The remarkable claim dramatically exceeds the current, broadly accepted record for the most distant detection.

The Caltech-led team behind the work recognises there will be sceptics but says it believes its data is strong.

It has published details in The Astrophysical Journal; and the group leader, Professor Richard Ellis, has been arguing the case at a conference in London, UK.

“We’ve had these galaxies for over a year and we have gone back to the telescope and revisited them, to prove their signals are robust,” he explained.

“We feel confident now that we have done all that is humanly possibly to show the community that these galaxies are at these great distances,” Professor Ellis told BBC News.

Observatory detects record burst

Thursday, October 29th, 2009

The Swift space telescope has detected a gamma-ray burst some 12.8 billion light-years from Earth – a record.

These intensely bright but fleeting flashes of very high-energy radiation signal some of the Universe’s most violent happenings.

This blast, designated GRB 080913, probably originated in the catastrophic explosion of a massive star.

“This is the most amazing burst Swift has seen,” said lead scientist Dr Neil Gehrels.

“It’s coming to us from near the edge of the visible Universe,” explained the researcher from the US space agency’s (Nasa) Goddard Space Flight Center.

The burst was detected at 0547 GMT on 13 September, in the constellation Eridanus.

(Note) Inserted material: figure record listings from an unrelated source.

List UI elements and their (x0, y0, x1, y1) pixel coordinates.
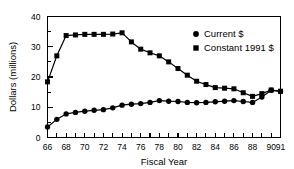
data-point-marker (120, 30, 125, 35)
data-point-marker (278, 89, 283, 94)
data-point-marker (185, 73, 190, 78)
data-point-marker (231, 98, 236, 103)
data-point-marker (231, 86, 236, 91)
data-point-marker (110, 105, 115, 110)
legend-label: Current $ (204, 28, 244, 39)
data-point-marker (203, 100, 208, 105)
y-axis-tick-label: 0 (36, 133, 41, 143)
data-point-marker (101, 32, 106, 37)
x-axis-tick-label: 72 (99, 142, 109, 152)
x-axis-tick-label: 74 (117, 142, 127, 152)
data-point-marker (129, 102, 134, 107)
data-point-marker (222, 86, 227, 91)
data-point-marker (175, 66, 180, 71)
data-point-marker (241, 90, 246, 95)
x-axis-tick-label: 88 (248, 142, 258, 152)
x-axis-tick-label: 90 (266, 142, 276, 152)
data-point-marker (175, 99, 180, 104)
y-axis-tick-label: 40 (31, 12, 41, 22)
data-point-marker (110, 32, 115, 37)
x-axis-tick-label: 86 (229, 142, 239, 152)
data-point-marker (91, 108, 96, 113)
x-axis-tick-label: 78 (155, 142, 165, 152)
x-axis-title: Fiscal Year (141, 156, 187, 167)
x-axis-tick-label: 70 (80, 142, 90, 152)
data-point-marker (54, 117, 59, 122)
data-point-marker (73, 110, 78, 115)
data-point-marker (157, 53, 162, 58)
data-point-marker (138, 47, 143, 52)
x-axis-tick-label: 84 (211, 142, 221, 152)
data-point-marker (92, 32, 97, 37)
data-point-marker (45, 79, 50, 84)
data-point-marker (213, 85, 218, 90)
y-axis-tick-label: 30 (31, 42, 41, 52)
data-point-marker (119, 102, 124, 107)
data-point-marker (45, 124, 50, 129)
x-axis-tick-label: 76 (136, 142, 146, 152)
data-point-marker (194, 79, 199, 84)
data-point-marker (250, 100, 255, 105)
data-point-marker (101, 107, 106, 112)
data-point-marker (222, 99, 227, 104)
y-axis-tick-label: 20 (31, 72, 41, 82)
data-point-marker (166, 59, 171, 64)
data-point-marker (166, 99, 171, 104)
data-point-marker (82, 108, 87, 113)
x-axis-tick-label: 91 (276, 142, 286, 152)
x-axis-tick-label: 82 (192, 142, 202, 152)
chart-container: 0102030406668707274767880828486889091Fis… (0, 0, 294, 169)
data-point-marker (250, 94, 255, 99)
data-point-marker (213, 99, 218, 104)
data-point-marker (147, 100, 152, 105)
data-point-marker (138, 101, 143, 106)
data-point-marker (269, 88, 274, 93)
data-point-marker (129, 39, 134, 44)
legend-marker-circle (193, 31, 199, 37)
series-line-0 (48, 90, 281, 127)
y-axis-title: Dollars (millions) (7, 42, 18, 112)
data-point-marker (203, 82, 208, 87)
data-point-marker (82, 32, 87, 37)
legend-marker-square (193, 45, 198, 50)
data-point-marker (194, 100, 199, 105)
data-point-marker (63, 111, 68, 116)
data-point-marker (157, 98, 162, 103)
data-point-marker (73, 32, 78, 37)
data-point-marker (54, 53, 59, 58)
data-point-marker (185, 100, 190, 105)
data-point-marker (241, 99, 246, 104)
data-point-marker (64, 33, 69, 38)
x-axis-tick-label: 68 (61, 142, 71, 152)
data-point-marker (148, 50, 153, 55)
y-axis-tick-label: 10 (31, 102, 41, 112)
line-chart: 0102030406668707274767880828486889091Fis… (0, 0, 294, 169)
data-point-marker (259, 91, 264, 96)
x-axis-tick-label: 66 (43, 142, 53, 152)
legend-label: Constant 1991 $ (204, 42, 274, 53)
x-axis-tick-label: 80 (173, 142, 183, 152)
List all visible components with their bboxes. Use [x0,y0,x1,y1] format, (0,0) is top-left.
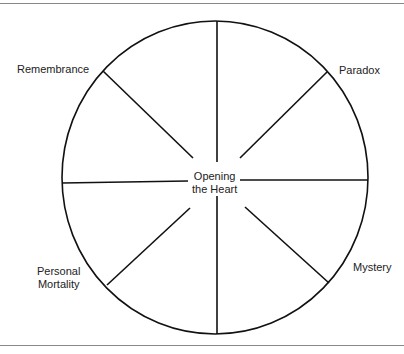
label-paradox: Paradox [339,64,380,77]
label-personal-mortality: Personal Mortality [37,265,80,291]
label-personal-line2: Mortality [37,278,80,291]
spoke-southeast [245,207,329,283]
label-remembrance: Remembrance [17,63,89,76]
center-label-line2: the Heart [192,183,237,196]
center-label-line1: Opening [192,170,237,183]
label-personal-line1: Personal [37,265,80,278]
spoke-southwest [107,208,190,285]
spoke-west [62,181,188,183]
spoke-northwest [103,71,193,158]
center-label: Opening the Heart [191,170,238,196]
spoke-northeast [240,72,327,158]
label-mystery: Mystery [353,261,392,274]
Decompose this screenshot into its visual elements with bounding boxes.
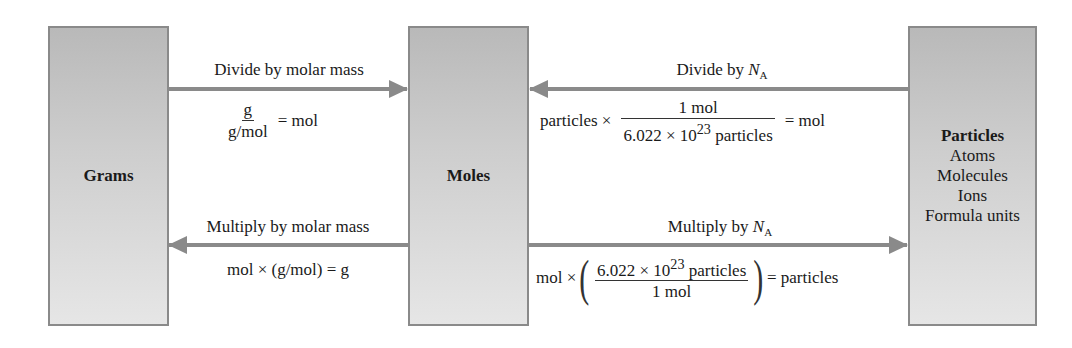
particles-item-molecules: Molecules: [937, 166, 1008, 186]
particles-item-ions: Ions: [958, 186, 987, 206]
moles-to-particles-label: Multiply by NA: [650, 217, 790, 238]
fraction: g g/mol: [226, 100, 270, 141]
moles-to-grams-equation: mol × (g/mol) = g: [206, 260, 370, 280]
equation-lhs: particles ×: [540, 111, 611, 131]
grams-box: Grams: [48, 26, 169, 326]
fraction-numerator: g: [242, 100, 255, 121]
fraction: 1 mol 6.022 × 1023 particles: [621, 98, 774, 145]
moles-to-grams-label: Multiply by molar mass: [186, 217, 390, 237]
equation-result: = mol: [278, 111, 318, 131]
arrow-right-icon: [529, 243, 907, 247]
moles-to-particles-equation: mol × ( 6.022 × 1023 particles 1 mol ) =…: [536, 253, 838, 303]
equation-result: = particles: [767, 268, 838, 288]
avogadro-symbol: N: [748, 60, 759, 79]
label-text: Multiply by: [668, 217, 753, 236]
den-suffix: particles: [711, 126, 773, 145]
grams-title: Grams: [83, 166, 133, 186]
fraction-numerator: 6.022 × 1023 particles: [595, 255, 748, 282]
moles-title: Moles: [447, 166, 490, 186]
equation-result: = mol: [785, 111, 825, 131]
avogadro-subscript: A: [764, 226, 772, 238]
particles-box: Particles Atoms Molecules Ions Formula u…: [908, 26, 1037, 326]
exponent: 23: [670, 256, 684, 272]
num-prefix: 6.022 × 10: [597, 260, 670, 279]
particles-item-formula-units: Formula units: [925, 206, 1020, 226]
arrow-right-icon: [169, 87, 407, 91]
moles-box: Moles: [408, 26, 529, 326]
particles-to-moles-label: Divide by NA: [662, 60, 782, 81]
den-prefix: 6.022 × 10: [623, 126, 696, 145]
fraction-denominator: 6.022 × 1023 particles: [621, 119, 774, 145]
arrow-left-icon: [530, 87, 908, 91]
fraction-denominator: g/mol: [226, 121, 270, 141]
fraction: 6.022 × 1023 particles 1 mol: [595, 255, 748, 302]
grams-to-moles-label: Divide by molar mass: [196, 60, 382, 80]
label-text: Divide by: [676, 60, 748, 79]
avogadro-subscript: A: [760, 69, 768, 81]
particles-title: Particles: [941, 126, 1004, 146]
particles-item-atoms: Atoms: [950, 146, 995, 166]
fraction-denominator: 1 mol: [650, 281, 693, 301]
equation-lhs: mol ×: [536, 268, 576, 288]
exponent: 23: [697, 121, 711, 137]
left-paren: (: [580, 253, 590, 303]
fraction-numerator: 1 mol: [621, 98, 774, 119]
grams-to-moles-equation: g g/mol = mol: [218, 100, 318, 141]
arrow-left-icon: [169, 243, 408, 247]
particles-to-moles-equation: particles × 1 mol 6.022 × 1023 particles…: [540, 98, 825, 145]
right-paren: ): [754, 253, 764, 303]
avogadro-symbol: N: [753, 217, 764, 236]
num-suffix: particles: [684, 260, 746, 279]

Because light moves at finite speed, looking farther into the Universe means looking back in time. The distance this flash has had to travel means Swift is seeing the event less than 825 million years after the Universe came into being; and some 70 million years further back in time than the previous record holder, a burst detected in 2005.

Indeed, it is one of the most distant objects ever seen. Only the light from some faint galaxies has been detected beyond this burst – 100-300 million light-years further away.

Scientists are very keen to probe these great distances because they will learn how the early Universe evolved, and that will help them explain why the cosmos looks like it does now.

Swift was launched in 2004. It is a three-in-one observatory. Its Burst Alert Telescope is set up to catch the intense but fleeting flash of very high-energy gamma radiation that initially signals a GRB event. Swift then swings itself to look directly into the flash with X-ray and ultraviolet/visible telescopes.

This longer wavelength afterglow can last days and Swift alerts ground-based observatories to join the spectacle.

Indeed, it is the ground campaign that establishes the distance.

In this case, astronomers using the European Southern Observatory’s 2.2m telescope at La Silla and Very Large Telescope at Paranal (both in Chile) targeted the afterglow.

Analysis of the light spectrum confirmed the blast had a redshift of 6.7. Redshift is a measure of the degree to which light has been “stretched” by the expansion of the Universe. The greater the redshift, the more distant the object and the earlier it is being seen in cosmic history.

The figure 6.7 equates to 12.8 billion light-years.

Although a Nasa-managed mission, Swift has significant British and Italian contributions.

The UK’s major input has been to provide an X-ray camera and elements of the UltraViolet/Optical Telescope.